The general idea for this article goes back to the rigorous discussions of Bruno Schulz and the notions of tolerance in two seminars taught by Prof. Dr. Markowski and Dr. Rebes at the Jagiellonian University of Cracow during the winter term 2007/2008. The article discusses the relation of liminality and transcendence in the writings of the Polish writer Bruno Schulz. Based on an analysis of several of Schulz’s short stories the dichotomous relation between reality and transcendence is examined. The central point of interest is the contact zone, which is regarded as a liminal space between reality and transcendence. Following Ewa Karpinska, this border is understood as both, dividing and ordering. The introduction of the border shifts the analysis from temporal to spatial terms, which allows understanding the juxtaposition or even the simultaneous existence of both, reality and transcendence. This exactly is the Schulzian struggle. Having opened that field the essay introduces the ethical principles of Immanuel Levinas. The latter’s radical ethics of morality and Jozef Tischner’s conceptualization this, the Philosophy of Drama, are than applied to Schulzian writing. This opens up a new way of accessing the liminality in contact zones. It is the unveiling and stepping out of an isolated and constructed reality that is the aim of the protagonist in Schulz’s stories. His striving for the ‘pure’ compares to what in Levinas’ philosophy would be the striving towards the other’s Antlitz. This desire can never be fully reached, but it is the idea of desiring as such that Levinas introduces. This idea is laid out by Schulz in his philosophically programmatic essay Mythologizing of Reality. The condition of desire manifests itself as an unstable liminality. This fragile status of liminality prevents the protagonist from getting stuck in dull materiality of a „fake reality” or, in Levinas’ case, it prevents the I from getting stuck in the egocentric borders of self-sufficiency and ignorance.
The aim of this paper is to shed new light on the question of globalization, using the concept 'axis time' or 'axial age', coined by Jaspers, and developed further by Eric Voegelin and Shmuel Eisenstadt. It argues that the current processes of globalization can be better understood through the developments of the 'first global age', the age of the world-conquering empires (Persian, Macedonian and Roman). Using contemporary work in comparative anthropology and mythology, especially by Victor Turner (liminality) and Rene Girard (sacrificial crisis), it reconstructs axial age thought and spirituality, from classical Hebrew prophecy and the pre-Socratic philosophy to Buddha and Plato as attempted responses given to the liminal crisis of the age of empire-building, focusing on the restoration of measure. In its last section the paper argues that the sociologically effective response to the crisis was given by the rise of Christianity, as it managed to reverse the spiraling movement of violence and conquest by an opposite type of spiral, based on grace and gift-giving.

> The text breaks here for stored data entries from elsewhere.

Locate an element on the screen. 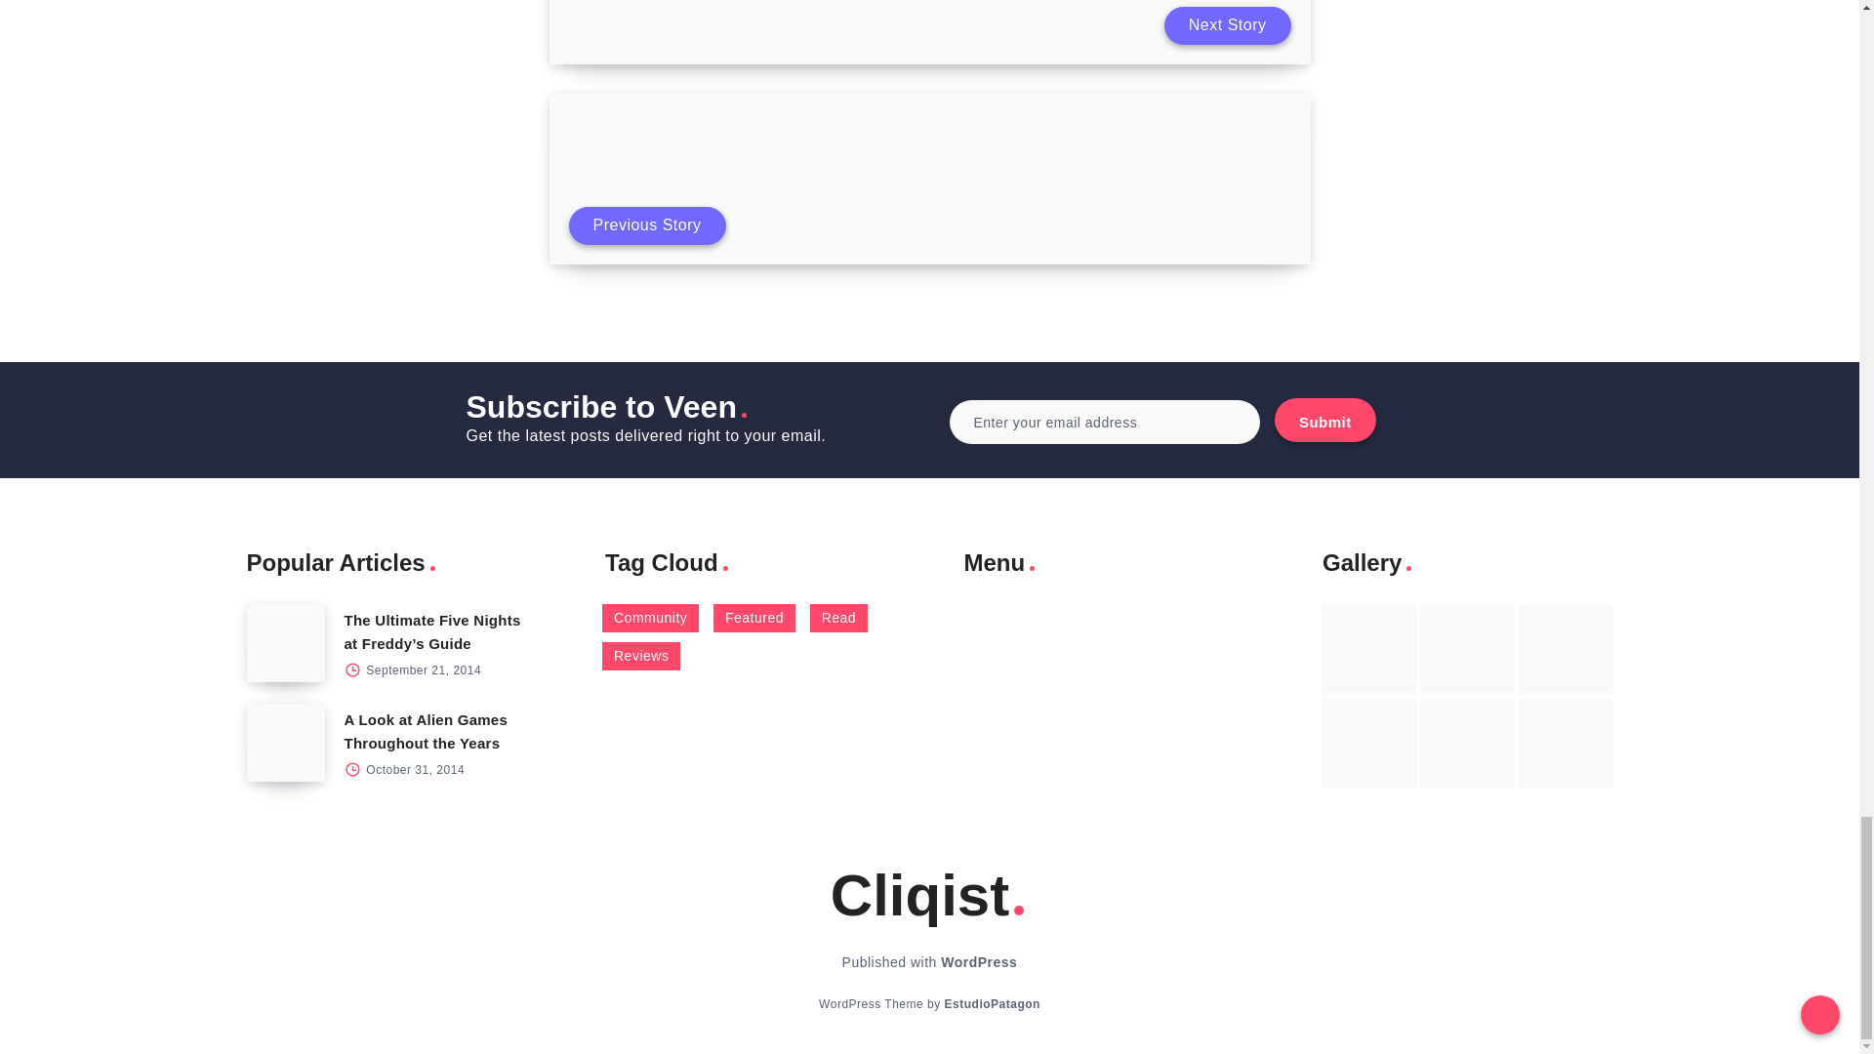  A Look at Alien Games Throughout the Years is located at coordinates (426, 732).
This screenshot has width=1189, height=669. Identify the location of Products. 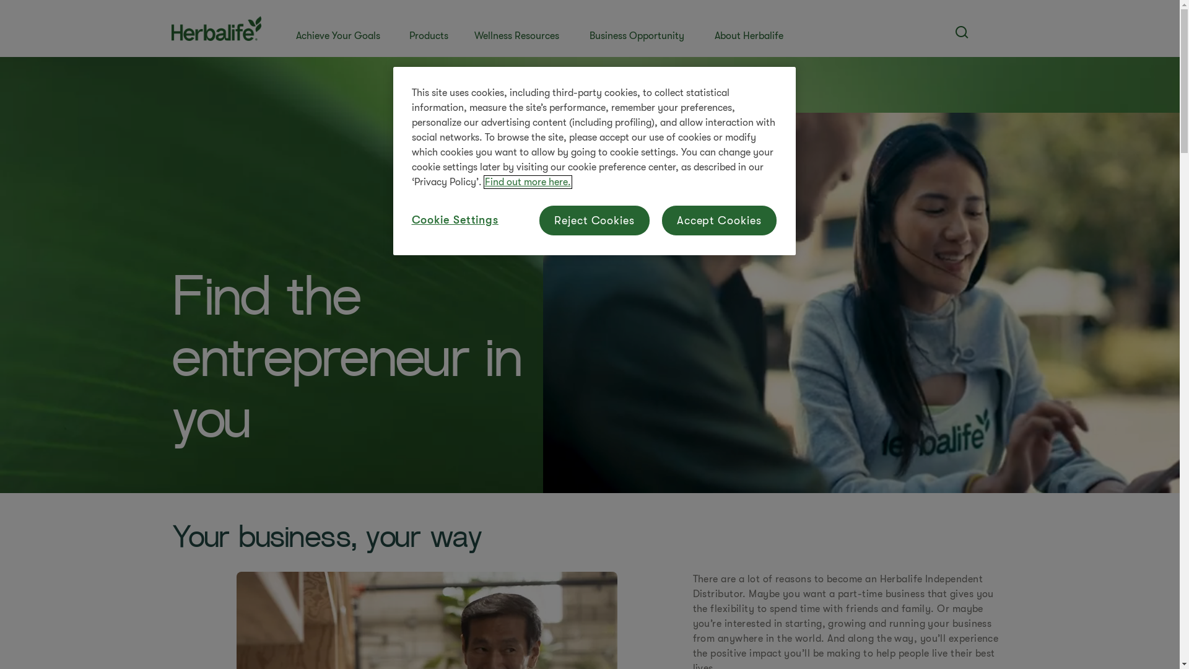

This article analyses the cult of 'Cankili Canniyaci' or the Ascetic with a Chain as observed by the authoress during her research in rural areas of Tamil Nadu. The analysis of this continually evolving cult leads her to more general reflections on deification in Indian culture, especially to the identification of liminality as the primary condition for deification. Like other deified groups (e.g. fallen warriors, widows who committed ritual suicide), 'Cankili Canniyaci' has a borderline existence and his death violates the natural ending of human life. The authoress demonstrates that stories about 'Cankili Canniyaci' can be interpreted as a myth about the trickster whose power is rooted in his liminal position and at the same time inextricably linked to transgression. Using Tamil religious terminology, 'Cankili Canniyaci' is qualified as a typical 'ciru teyvam' (small god) of terrestrial origin who operates on the borderline between the worlds of humans and gods.
Post-communist landscapes are undergoing continuous process of transformations, more dynamically than many others types of cultural landscapes. One interpretation is followed by another reinterpretation; from the early festive anti-communist cleansings, thought discreet minor re-interpretations, infused by local and national political transformations, to contemporary ‘deep peeling’ or second wave of landscape purges. It looks like, contrary to the progressive van Gennep model of liminality, tradition oriented Polish society has been stacked up in a liminal limbo, unable or/and unwilling to go further and forget or assimilate the real or alleged communist landscapes. Since the 2016 election and the rise of populist-right powers, the Polish landscape has been haunted by the ghosts of communist past and it became clear that the past is still lives here now. New landscape modes of interpretations has been imposed and the spectre of communism, as Marx said almost 170 years, is still haunting over Central and Eastern Europe.